RECORD EXCERPTS:
════════════════
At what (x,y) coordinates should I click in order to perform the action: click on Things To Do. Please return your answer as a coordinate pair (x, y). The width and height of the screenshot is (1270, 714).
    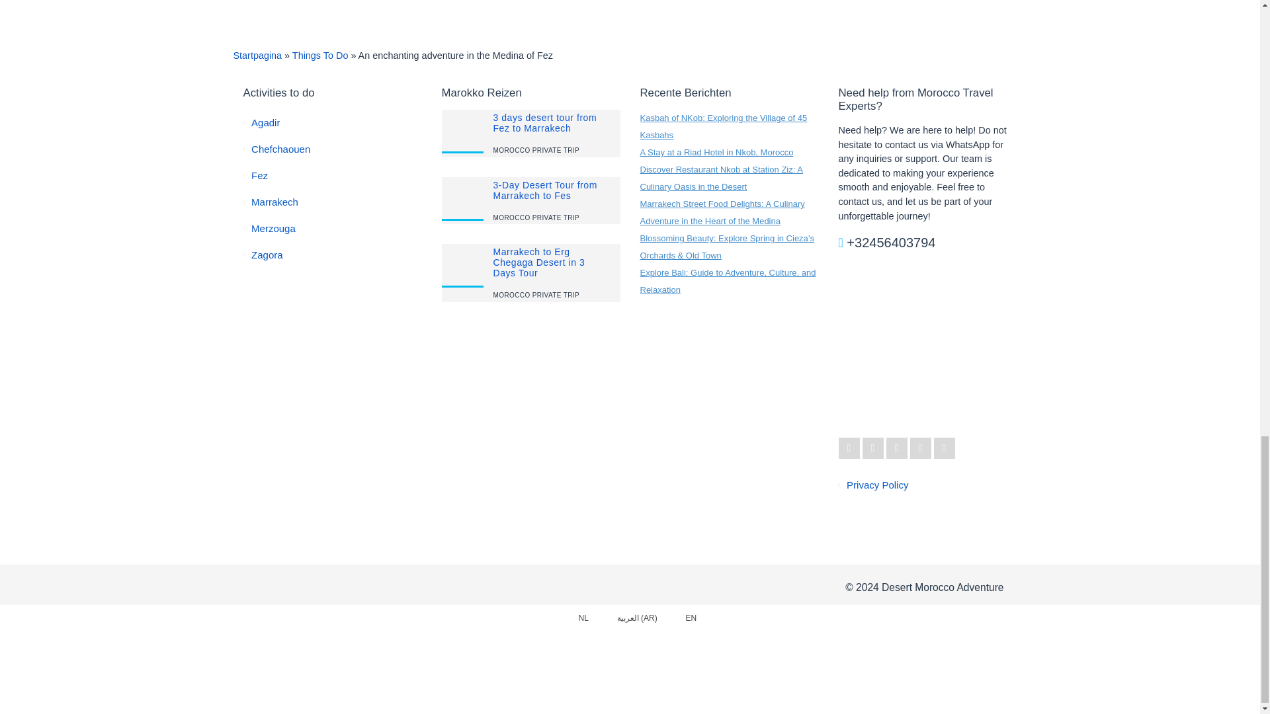
    Looking at the image, I should click on (320, 55).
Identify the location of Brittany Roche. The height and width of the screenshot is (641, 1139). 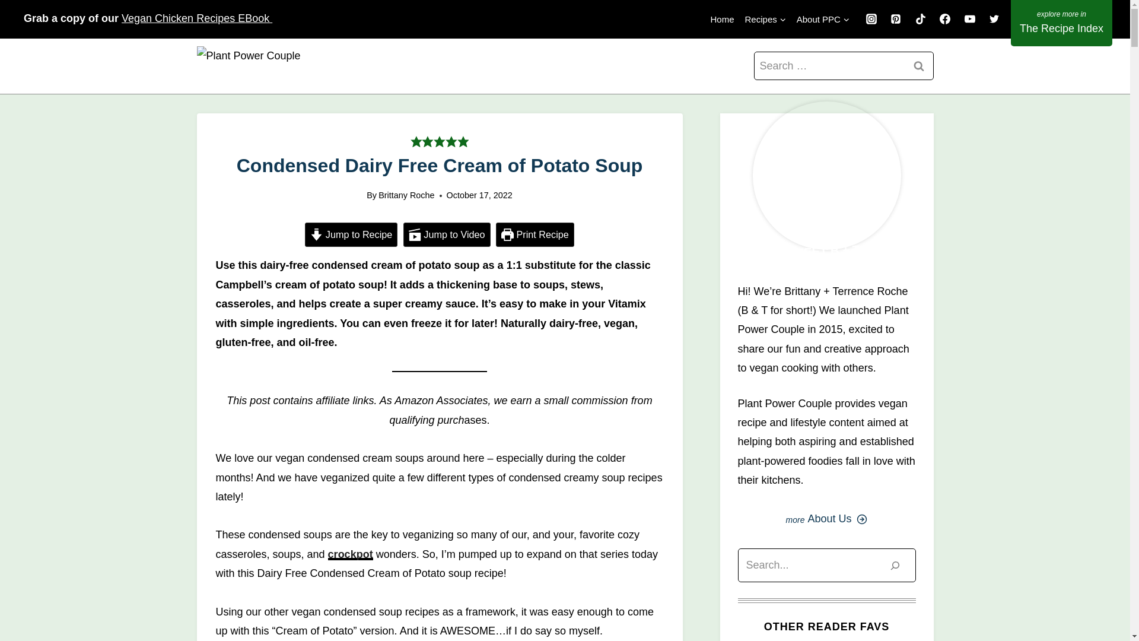
(406, 195).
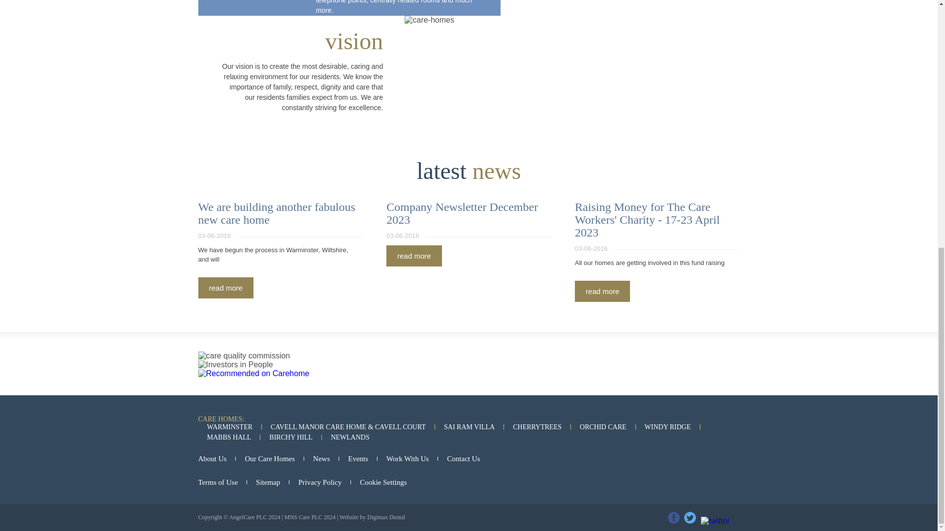 The width and height of the screenshot is (945, 531). What do you see at coordinates (276, 214) in the screenshot?
I see `We are building another fabulous new care home` at bounding box center [276, 214].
════════════════
WORK REQUIRED: When restating the records word for word, omit any picture they contain.

TASK RESPONSE:
At what (x,y) coordinates should I click in order to perform the action: click on Things To Do. Please return your answer as a coordinate pair (x, y). The width and height of the screenshot is (1270, 714).
    Looking at the image, I should click on (320, 55).
Identify the location of Brittany Roche. The height and width of the screenshot is (641, 1139). 
(406, 195).
 The width and height of the screenshot is (945, 531). What do you see at coordinates (276, 214) in the screenshot?
I see `We are building another fabulous new care home` at bounding box center [276, 214].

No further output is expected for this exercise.